Joseph A. McCartin (born May 12, 1959) is a professor of history at Georgetown University whose research focuses on labor unions in the United States.
McCartin was born in Chelsea, Massachusetts, in 1959, and is the son of Joseph and Marybeth McCartin. Joseph McCartin is of Irish-Latino descent, resided in Troy, New York as a child. In 1981 he received his bachelor's degree in history from the College of the Holy Cross in Worcester, Massachusetts, in 1985 he received a master's degree, and in 1990 a doctor of philosophy, both from Binghamton University.
From 1990 to 1992, he was a lecturer at the University of Rhode Island. In 1992, he was appointed an assistant professor at the State University of New York at Geneseo. In 1998 he was promoted to associate professor, and in 1999, McCartin took a position at Georgetown University in Washington, D.C., where he is now a professor and the director of the Kalmanovitz Initiative for Labor and the Working Poor.
His brother is noted Catholic historian James McCartin.
McCartin is a historical institutionalist whose research focuses on the history of labor unions in the United States during the 20th century. McCartin is a strong advocate of industrial democracy, an economic arrangement in which workers share in the management of the workplace. He has challenged many of the labor movement's closely held beliefs, including the idea that the PATCO air traffic controllers' strike of 1981 began, rather than culminated, an attack on labor rights in the United States.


■ **Exercise brief**:
Repeat the entries below in full, with every character unchanged.

■ **Excerpted data**:
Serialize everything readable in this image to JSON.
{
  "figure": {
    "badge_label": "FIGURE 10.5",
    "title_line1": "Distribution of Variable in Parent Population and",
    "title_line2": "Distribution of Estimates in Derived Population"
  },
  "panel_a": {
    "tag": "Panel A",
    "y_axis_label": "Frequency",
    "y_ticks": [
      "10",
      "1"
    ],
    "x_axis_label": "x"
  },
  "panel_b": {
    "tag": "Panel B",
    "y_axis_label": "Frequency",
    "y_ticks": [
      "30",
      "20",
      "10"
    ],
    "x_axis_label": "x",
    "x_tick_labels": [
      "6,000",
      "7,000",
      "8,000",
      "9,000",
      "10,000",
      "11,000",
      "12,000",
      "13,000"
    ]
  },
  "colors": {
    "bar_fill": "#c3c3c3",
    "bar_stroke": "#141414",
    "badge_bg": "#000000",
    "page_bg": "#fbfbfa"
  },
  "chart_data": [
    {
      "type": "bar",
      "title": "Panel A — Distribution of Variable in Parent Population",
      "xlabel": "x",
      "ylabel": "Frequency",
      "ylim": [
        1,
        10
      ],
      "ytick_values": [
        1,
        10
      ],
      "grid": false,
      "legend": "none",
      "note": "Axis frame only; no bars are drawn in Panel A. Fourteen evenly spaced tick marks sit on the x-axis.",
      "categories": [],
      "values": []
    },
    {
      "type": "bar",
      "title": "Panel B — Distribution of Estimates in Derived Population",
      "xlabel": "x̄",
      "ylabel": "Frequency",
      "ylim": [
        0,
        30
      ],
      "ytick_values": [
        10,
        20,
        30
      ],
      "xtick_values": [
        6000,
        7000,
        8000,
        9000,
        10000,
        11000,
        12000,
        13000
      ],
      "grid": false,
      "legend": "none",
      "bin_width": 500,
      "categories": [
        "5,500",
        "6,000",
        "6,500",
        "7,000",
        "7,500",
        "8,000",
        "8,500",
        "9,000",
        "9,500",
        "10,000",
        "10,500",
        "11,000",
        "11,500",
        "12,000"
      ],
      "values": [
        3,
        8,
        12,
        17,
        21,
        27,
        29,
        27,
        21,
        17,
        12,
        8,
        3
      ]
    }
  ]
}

■ **Answer to the problem**:
Serialize everything readable in this image to JSON.
{
  "figure": {
    "badge_label": "FIGURE 10.5",
    "title_line1": "Distribution of Variable in Parent Population and",
    "title_line2": "Distribution of Estimates in Derived Population"
  },
  "panel_a": {
    "tag": "Panel A",
    "y_axis_label": "Frequency",
    "y_ticks": [
      "10",
      "1"
    ],
    "x_axis_label": "x"
  },
  "panel_b": {
    "tag": "Panel B",
    "y_axis_label": "Frequency",
    "y_ticks": [
      "30",
      "20",
      "10"
    ],
    "x_axis_label": "x",
    "x_tick_labels": [
      "6,000",
      "7,000",
      "8,000",
      "9,000",
      "10,000",
      "11,000",
      "12,000",
      "13,000"
    ]
  },
  "colors": {
    "bar_fill": "#c3c3c3",
    "bar_stroke": "#141414",
    "badge_bg": "#000000",
    "page_bg": "#fbfbfa"
  },
  "chart_data": [
    {
      "type": "bar",
      "title": "Panel A — Distribution of Variable in Parent Population",
      "xlabel": "x",
      "ylabel": "Frequency",
      "ylim": [
        1,
        10
      ],
      "ytick_values": [
        1,
        10
      ],
      "grid": false,
      "legend": "none",
      "note": "Axis frame only; no bars are drawn in Panel A. Fourteen evenly spaced tick marks sit on the x-axis.",
      "categories": [],
      "values": []
    },
    {
      "type": "bar",
      "title": "Panel B — Distribution of Estimates in Derived Population",
      "xlabel": "x̄",
      "ylabel": "Frequency",
      "ylim": [
        0,
        30
      ],
      "ytick_values": [
        10,
        20,
        30
      ],
      "xtick_values": [
        6000,
        7000,
        8000,
        9000,
        10000,
        11000,
        12000,
        13000
      ],
      "grid": false,
      "legend": "none",
      "bin_width": 500,
      "categories": [
        "5,500",
        "6,000",
        "6,500",
        "7,000",
        "7,500",
        "8,000",
        "8,500",
        "9,000",
        "9,500",
        "10,000",
        "10,500",
        "11,000",
        "11,500",
        "12,000"
      ],
      "values": [
        3,
        8,
        12,
        17,
        21,
        27,
        29,
        27,
        21,
        17,
        12,
        8,
        3
      ]
    }
  ]
}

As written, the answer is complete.